NEWS
GOOD PEOPLE
HISTORY
LIFE HACKS
THE PLANET
SCIENCE & TECH
POLITICS
WHOLESOME
WORK & MONEY
Contact Us Privacy Policy
© GOOD Worldwide Inc. All Rights Reserved.

Culture Clash

Part 4 in "Village of the Dammed," a blog mini-series from Turkey, on the country's controversial Ilisu Dam.\r\rBefore heading to Hasankeyf, the focus of the Ilisu Dam controversy, my traveling companions and I visited the small shiite village of Örtülü, in eastern Turkey, on the southwest side of Mount..\n

Part 4 in "Village of the Dammed," a blog mini-series from Turkey, on the country's controversial Ilisu Dam.

Before heading to Hasankeyf, the focus of the Ilisu Dam controversy, my traveling companions and I visited the small shiite village of Örtülü, in eastern Turkey, on the southwest side of Mount Ararat, where we were invited to spend the afternoon at the local schoolhouse.

Fourteen kids, ages six to 11, darted around the grounds in nationally mandated blue smock uniforms. They were all beautiful and, while they recited the Turkish alphabet for me with zeal, they were obviously way more interested in our presence (particularly the presence of my video camera), and the fleet of donkeys the boys had wrangled, than in the classroom. The majority of girls will attend school until the age of 11 or so when they'll then settle into domestic responsibilities. About half of the boys attend the middle school in a neighboring town while they other half stays to work on the farms. I chatted (via one of my travel companions Tamer, who translated) with Gokhan Güney, the only school teacher for a total enrollment of 32 students (though we never caught a glimpse of the missing 18). He mentioned that the population of the area has been steadily decreasing. Tamer later explained to me that Kurdish separatists come into the village and ask young Kurdish boys to join their cause, and boys who refuse are killed. Many pack up and leave the region out of fear and frustration. Since this visit, I've been thinking hard on the presence of the Kurdish nation in Turkey (which populates the region from here south to the Iraqi border) and their long and deeply rooted history of oppression.An estimated 15 million Kurds, more than half of the world's Kurdish population, live in Turkey, the rest divided between Iran, Iraq, and Syria. The small but loud extremist sect of the Kurds-that which casts the shadow of violence over Örtülü-began fighting with the Turkish government in 1984 for an autonomous Kurdistan, and since then, the conflict has taken between 35,000 and 40,000 lives. A couple days ago, 16 Turkish military guards were killed on the road from Van to the Iranian border by PKK (Kurdistan Workers Party) violence-a road I'd traversed earlier that very day, complaining how many security checkpoints we were forced to shuffle through. Our accommodations near Ararat, the glorious Hotel Nuh, also accommodated a group of 13 German tourists in July, three of whom were kidnapped off the slopes of Ararat by the PKK and rescued by Turkish forces one week later.
This "invisible nation" of Kurds is the largest ethnic group in the world without a homeland. So, the reality that the Ilisu Dam will displace between 59 and 199 Kurdish settlements-depending on which side is counting-including Hasankeyf, is all the harder to swallow. The impending flooding the Ilisu Dam will cause has been called "a cultural massacre" by the pro-Kurdish parliament representative from this region, and locals theorize that the Turkish government is building the dam solely to uproot them: "If you can't catch a fish," one Hasankeyf resident says, "you drain the sea." On the other side of the argument, Tamer, a Turk who worked on the Ilisu project as a UNDP consultant in the '90s, does mourn the loss of sites like Hasankeyf and empathizes with the non-extremist Kurd population like those whom he and I talked to at the schoolyard this afternoon, but insists the dam is totally unrelated to concerns of national security. "[The dam] has nothing to do with the Kurds," he says in an exasperated tone (it seems he's heard this line of questioning before). "It is being built to bring jobs and irrigation to the region... It is one step in a 12-part project. You can't just stop in the middle."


◆ What to do
The entries below are to be written out exactly, with no images included.
START Exercise materials
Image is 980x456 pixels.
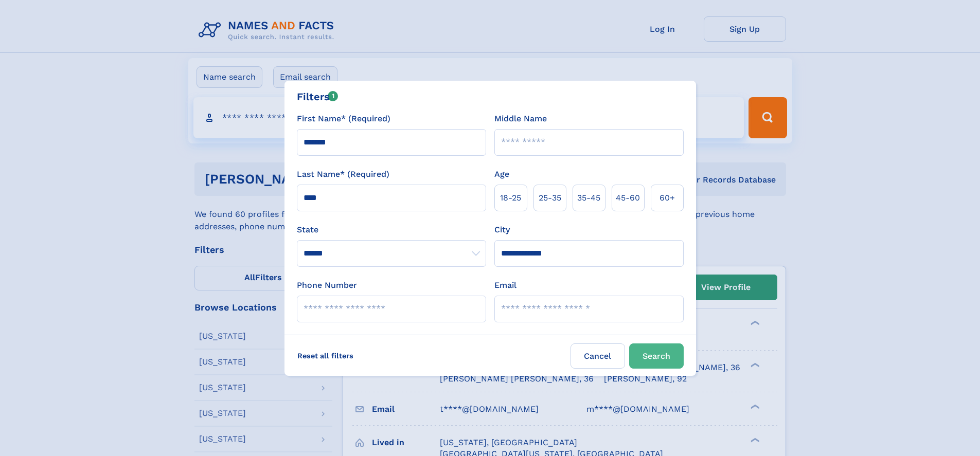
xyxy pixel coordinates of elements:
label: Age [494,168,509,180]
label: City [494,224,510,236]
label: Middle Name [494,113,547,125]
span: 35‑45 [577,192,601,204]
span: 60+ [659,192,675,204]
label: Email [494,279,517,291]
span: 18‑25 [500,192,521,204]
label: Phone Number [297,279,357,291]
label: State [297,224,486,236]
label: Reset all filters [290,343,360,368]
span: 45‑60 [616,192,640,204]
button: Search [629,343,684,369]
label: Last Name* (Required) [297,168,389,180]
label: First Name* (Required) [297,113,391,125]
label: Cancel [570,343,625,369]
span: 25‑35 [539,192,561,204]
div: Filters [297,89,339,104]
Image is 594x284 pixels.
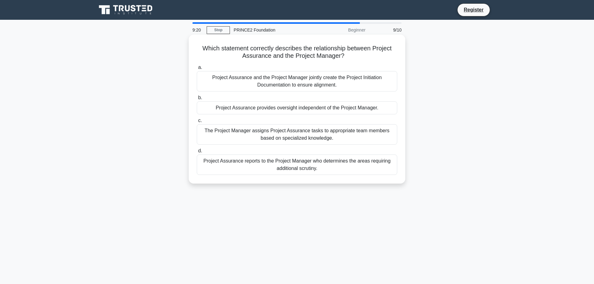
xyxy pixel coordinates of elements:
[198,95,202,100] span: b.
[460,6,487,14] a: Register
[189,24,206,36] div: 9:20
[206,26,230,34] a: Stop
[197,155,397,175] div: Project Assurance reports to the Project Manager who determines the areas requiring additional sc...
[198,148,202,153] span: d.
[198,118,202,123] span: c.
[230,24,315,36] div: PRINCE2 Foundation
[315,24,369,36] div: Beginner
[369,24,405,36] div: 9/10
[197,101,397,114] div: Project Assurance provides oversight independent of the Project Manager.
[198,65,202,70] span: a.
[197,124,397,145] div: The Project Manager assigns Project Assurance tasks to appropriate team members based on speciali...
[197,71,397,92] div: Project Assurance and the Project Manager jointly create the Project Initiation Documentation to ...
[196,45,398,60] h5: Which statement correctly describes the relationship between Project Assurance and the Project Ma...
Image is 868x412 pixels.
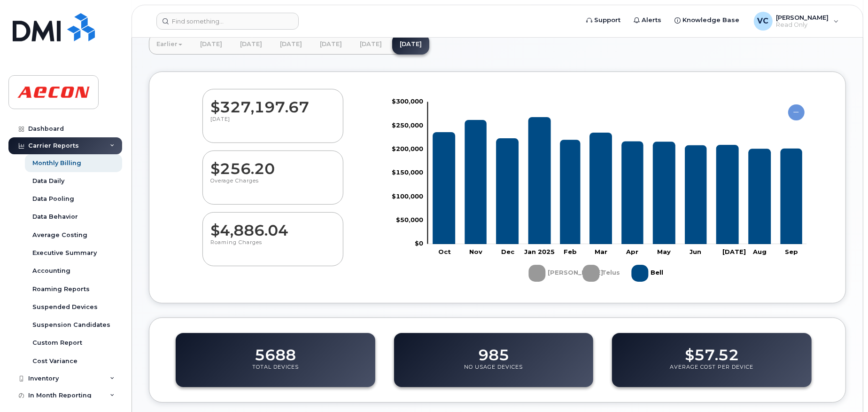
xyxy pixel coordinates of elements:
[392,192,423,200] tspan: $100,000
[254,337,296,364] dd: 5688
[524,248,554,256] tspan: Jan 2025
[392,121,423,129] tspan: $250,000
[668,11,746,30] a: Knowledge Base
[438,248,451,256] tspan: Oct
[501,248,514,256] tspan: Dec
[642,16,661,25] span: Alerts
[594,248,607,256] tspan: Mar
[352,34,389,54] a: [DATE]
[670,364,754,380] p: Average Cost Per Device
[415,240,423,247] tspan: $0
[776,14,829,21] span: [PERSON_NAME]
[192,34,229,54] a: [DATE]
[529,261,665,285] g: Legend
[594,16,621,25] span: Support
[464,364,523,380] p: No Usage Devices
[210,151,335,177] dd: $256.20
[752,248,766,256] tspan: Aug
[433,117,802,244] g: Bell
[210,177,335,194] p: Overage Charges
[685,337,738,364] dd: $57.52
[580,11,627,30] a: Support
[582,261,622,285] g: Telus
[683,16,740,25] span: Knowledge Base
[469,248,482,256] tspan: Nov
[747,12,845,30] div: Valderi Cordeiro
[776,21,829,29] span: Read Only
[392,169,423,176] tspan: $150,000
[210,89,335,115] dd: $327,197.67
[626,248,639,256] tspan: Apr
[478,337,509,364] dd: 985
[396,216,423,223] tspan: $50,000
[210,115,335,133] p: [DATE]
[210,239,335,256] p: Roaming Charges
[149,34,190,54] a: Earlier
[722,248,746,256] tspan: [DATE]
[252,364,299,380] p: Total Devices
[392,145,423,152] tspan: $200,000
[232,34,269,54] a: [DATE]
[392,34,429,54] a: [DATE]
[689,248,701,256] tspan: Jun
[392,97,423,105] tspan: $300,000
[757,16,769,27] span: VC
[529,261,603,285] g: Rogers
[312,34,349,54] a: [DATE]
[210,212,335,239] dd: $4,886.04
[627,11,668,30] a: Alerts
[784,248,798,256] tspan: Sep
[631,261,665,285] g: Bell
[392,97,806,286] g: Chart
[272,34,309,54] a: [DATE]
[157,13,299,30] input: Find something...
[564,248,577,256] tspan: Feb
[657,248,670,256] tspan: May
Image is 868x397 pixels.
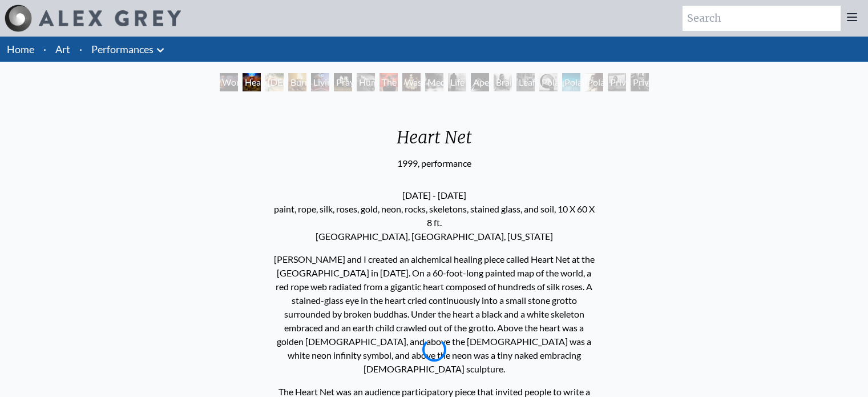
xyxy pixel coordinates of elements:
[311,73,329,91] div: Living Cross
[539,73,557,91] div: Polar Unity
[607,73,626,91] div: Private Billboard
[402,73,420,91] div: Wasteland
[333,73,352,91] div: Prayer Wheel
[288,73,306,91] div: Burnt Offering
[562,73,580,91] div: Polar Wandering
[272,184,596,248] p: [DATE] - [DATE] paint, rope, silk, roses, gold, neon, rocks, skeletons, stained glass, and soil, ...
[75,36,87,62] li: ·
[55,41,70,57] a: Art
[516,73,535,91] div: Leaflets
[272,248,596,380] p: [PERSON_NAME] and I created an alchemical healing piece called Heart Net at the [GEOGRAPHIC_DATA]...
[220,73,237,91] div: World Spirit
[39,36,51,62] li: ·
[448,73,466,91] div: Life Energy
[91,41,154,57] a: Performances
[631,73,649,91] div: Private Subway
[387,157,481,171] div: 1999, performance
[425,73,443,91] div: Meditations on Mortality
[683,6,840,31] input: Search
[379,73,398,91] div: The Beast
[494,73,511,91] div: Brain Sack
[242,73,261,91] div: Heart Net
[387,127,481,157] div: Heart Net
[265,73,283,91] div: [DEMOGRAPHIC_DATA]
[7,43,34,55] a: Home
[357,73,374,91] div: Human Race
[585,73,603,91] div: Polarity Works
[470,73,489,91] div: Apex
END Exercise materials
◆ Response area
Image is 980x456 pixels.
xyxy pixel coordinates of elements:
label: Age [494,168,509,180]
label: City [494,224,510,236]
label: Middle Name [494,113,547,125]
span: 35‑45 [577,192,601,204]
span: 60+ [659,192,675,204]
label: Email [494,279,517,291]
span: 18‑25 [500,192,521,204]
label: Phone Number [297,279,357,291]
label: State [297,224,486,236]
label: Reset all filters [290,343,360,368]
span: 45‑60 [616,192,640,204]
button: Search [629,343,684,369]
label: Last Name* (Required) [297,168,389,180]
label: First Name* (Required) [297,113,391,125]
label: Cancel [570,343,625,369]
span: 25‑35 [539,192,561,204]
div: Filters [297,89,339,104]
Image is 594x284 pixels.
xyxy pixel coordinates of elements:
[198,95,202,100] span: b.
[460,6,487,14] a: Register
[189,24,206,36] div: 9:20
[206,26,230,34] a: Stop
[197,155,397,175] div: Project Assurance reports to the Project Manager who determines the areas requiring additional sc...
[198,148,202,153] span: d.
[198,118,202,123] span: c.
[230,24,315,36] div: PRINCE2 Foundation
[315,24,369,36] div: Beginner
[369,24,405,36] div: 9/10
[197,101,397,114] div: Project Assurance provides oversight independent of the Project Manager.
[198,65,202,70] span: a.
[197,124,397,145] div: The Project Manager assigns Project Assurance tasks to appropriate team members based on speciali...
[197,71,397,92] div: Project Assurance and the Project Manager jointly create the Project Initiation Documentation to ...
[196,45,398,60] h5: Which statement correctly describes the relationship between Project Assurance and the Project Ma...
Image is 868x412 pixels.
xyxy pixel coordinates of elements:
[392,192,423,200] tspan: $100,000
[254,337,296,364] dd: 5688
[524,248,554,256] tspan: Jan 2025
[392,121,423,129] tspan: $250,000
[668,11,746,30] a: Knowledge Base
[438,248,451,256] tspan: Oct
[501,248,514,256] tspan: Dec
[642,16,661,25] span: Alerts
[594,248,607,256] tspan: Mar
[352,34,389,54] a: [DATE]
[670,364,754,380] p: Average Cost Per Device
[415,240,423,247] tspan: $0
[776,14,829,21] span: [PERSON_NAME]
[192,34,229,54] a: [DATE]
[529,261,665,285] g: Legend
[594,16,621,25] span: Support
[464,364,523,380] p: No Usage Devices
[210,151,335,177] dd: $256.20
[752,248,766,256] tspan: Aug
[433,117,802,244] g: Bell
[210,177,335,194] p: Overage Charges
[685,337,738,364] dd: $57.52
[580,11,627,30] a: Support
[582,261,622,285] g: Telus
[683,16,740,25] span: Knowledge Base
[469,248,482,256] tspan: Nov
[747,12,845,30] div: Valderi Cordeiro
[776,21,829,29] span: Read Only
[392,169,423,176] tspan: $150,000
[210,89,335,115] dd: $327,197.67
[626,248,639,256] tspan: Apr
[478,337,509,364] dd: 985
[396,216,423,223] tspan: $50,000
[210,115,335,133] p: [DATE]
[210,239,335,256] p: Roaming Charges
[149,34,190,54] a: Earlier
[722,248,746,256] tspan: [DATE]
[252,364,299,380] p: Total Devices
[392,145,423,152] tspan: $200,000
[232,34,269,54] a: [DATE]
[392,34,429,54] a: [DATE]
[689,248,701,256] tspan: Jun
[392,97,423,105] tspan: $300,000
[757,16,769,27] span: VC
[529,261,603,285] g: Rogers
[312,34,349,54] a: [DATE]
[210,212,335,239] dd: $4,886.04
[627,11,668,30] a: Alerts
[784,248,798,256] tspan: Sep
[631,261,665,285] g: Bell
[392,97,806,286] g: Chart
[272,34,309,54] a: [DATE]
[157,13,299,30] input: Find something...
[564,248,577,256] tspan: Feb
[657,248,670,256] tspan: May
Image is 868x397 pixels.
xyxy pixel coordinates of elements:
[311,73,329,91] div: Living Cross
[539,73,557,91] div: Polar Unity
[607,73,626,91] div: Private Billboard
[402,73,420,91] div: Wasteland
[333,73,352,91] div: Prayer Wheel
[288,73,306,91] div: Burnt Offering
[562,73,580,91] div: Polar Wandering
[272,184,596,248] p: [DATE] - [DATE] paint, rope, silk, roses, gold, neon, rocks, skeletons, stained glass, and soil, ...
[75,36,87,62] li: ·
[55,41,70,57] a: Art
[516,73,535,91] div: Leaflets
[272,248,596,380] p: [PERSON_NAME] and I created an alchemical healing piece called Heart Net at the [GEOGRAPHIC_DATA]...
[220,73,237,91] div: World Spirit
[39,36,51,62] li: ·
[448,73,466,91] div: Life Energy
[91,41,154,57] a: Performances
[631,73,649,91] div: Private Subway
[387,157,481,171] div: 1999, performance
[425,73,443,91] div: Meditations on Mortality
[683,6,840,31] input: Search
[379,73,398,91] div: The Beast
[494,73,511,91] div: Brain Sack
[242,73,261,91] div: Heart Net
[387,127,481,157] div: Heart Net
[265,73,283,91] div: [DEMOGRAPHIC_DATA]
[7,43,34,55] a: Home
[357,73,374,91] div: Human Race
[585,73,603,91] div: Polarity Works
[470,73,489,91] div: Apex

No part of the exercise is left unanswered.